Your objective —
Below is a set of records, and all of them should be retyped exactly, minus the pictures.

Record extracts —
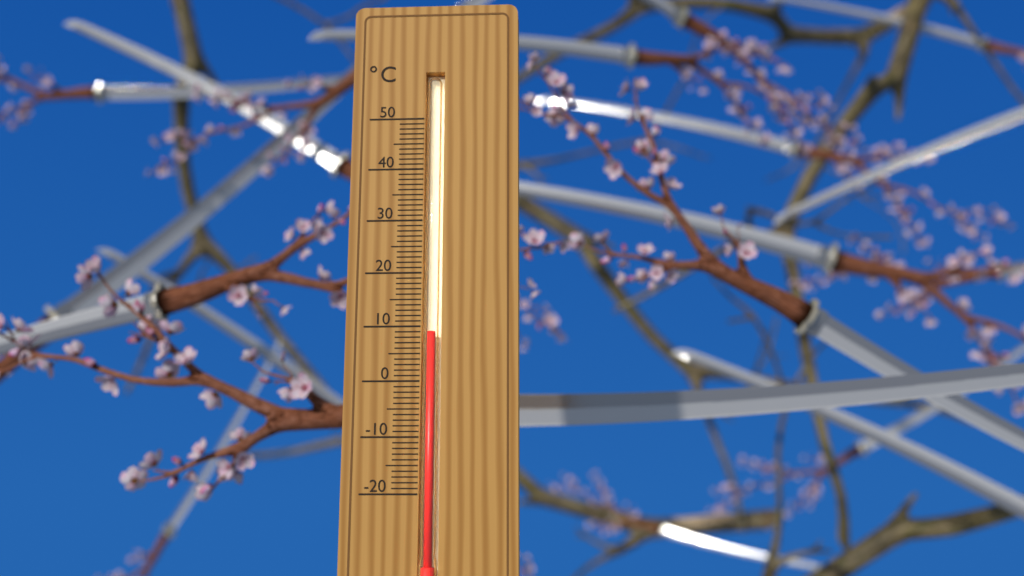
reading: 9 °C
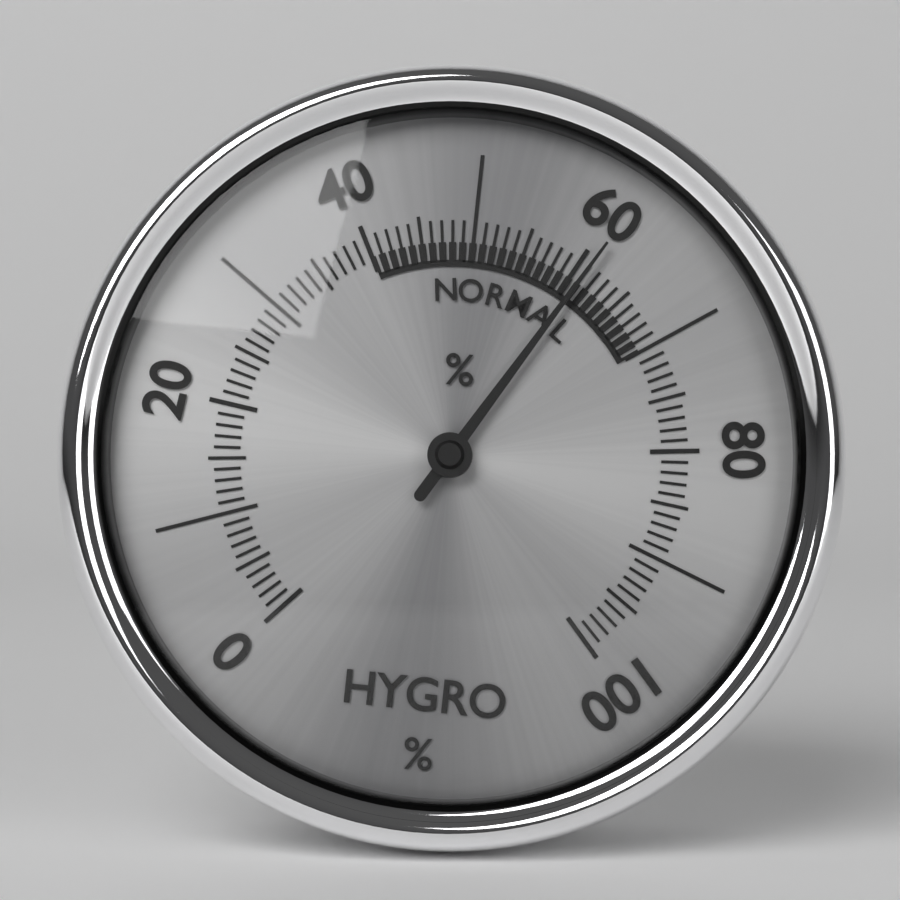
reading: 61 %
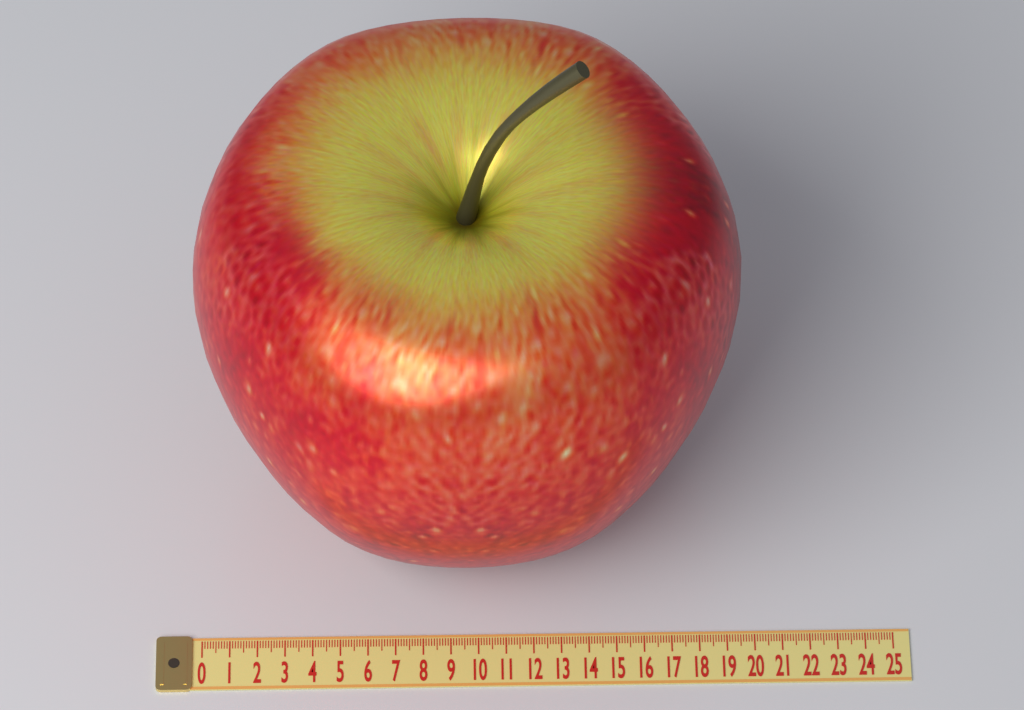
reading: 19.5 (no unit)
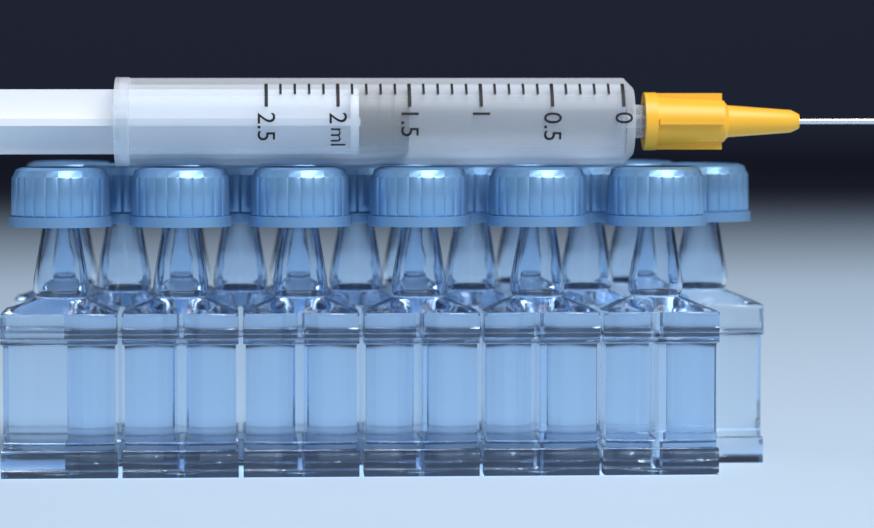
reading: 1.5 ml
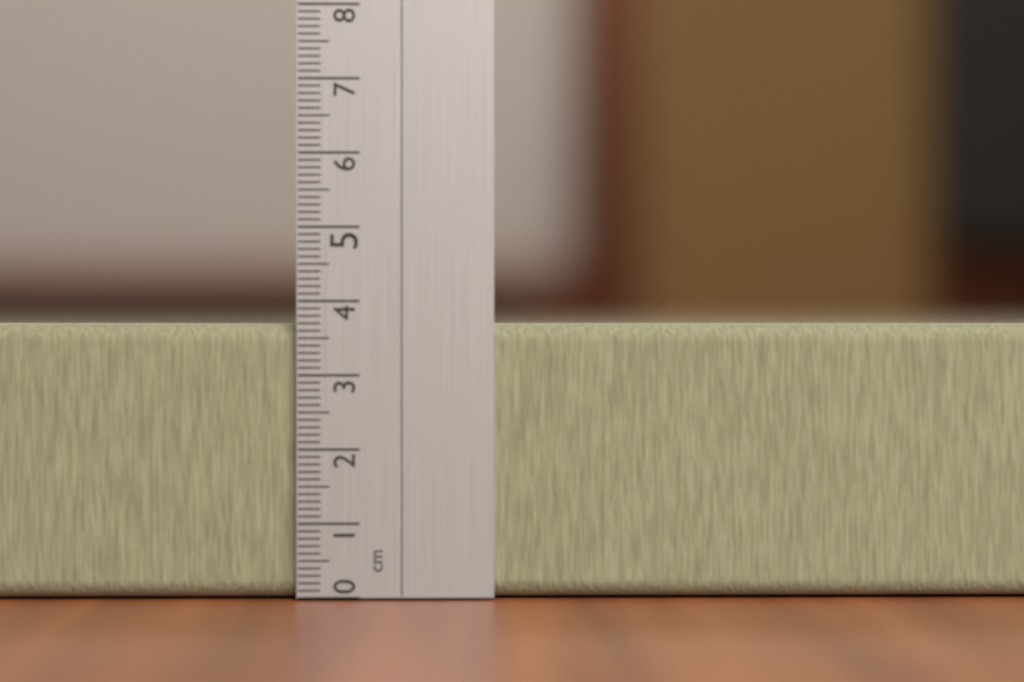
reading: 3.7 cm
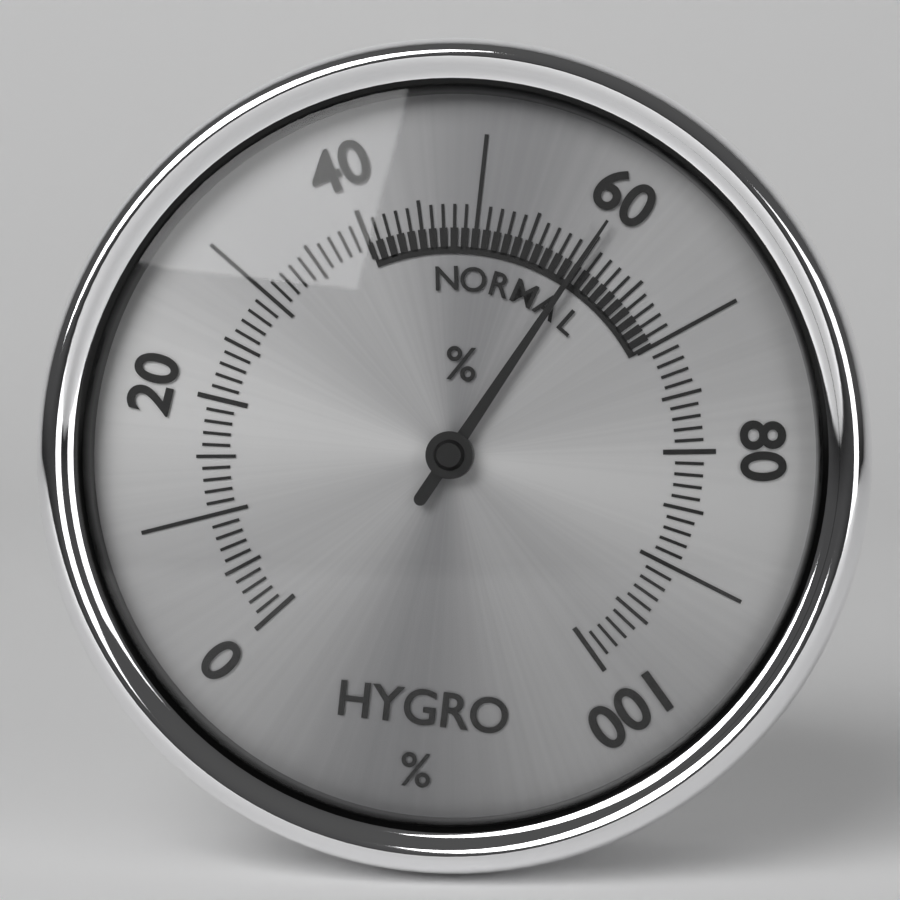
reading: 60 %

Exercise response —
reading: 9 °C
reading: 61 %
reading: 19.5 (no unit)
reading: 1.5 ml
reading: 3.7 cm
reading: 60 %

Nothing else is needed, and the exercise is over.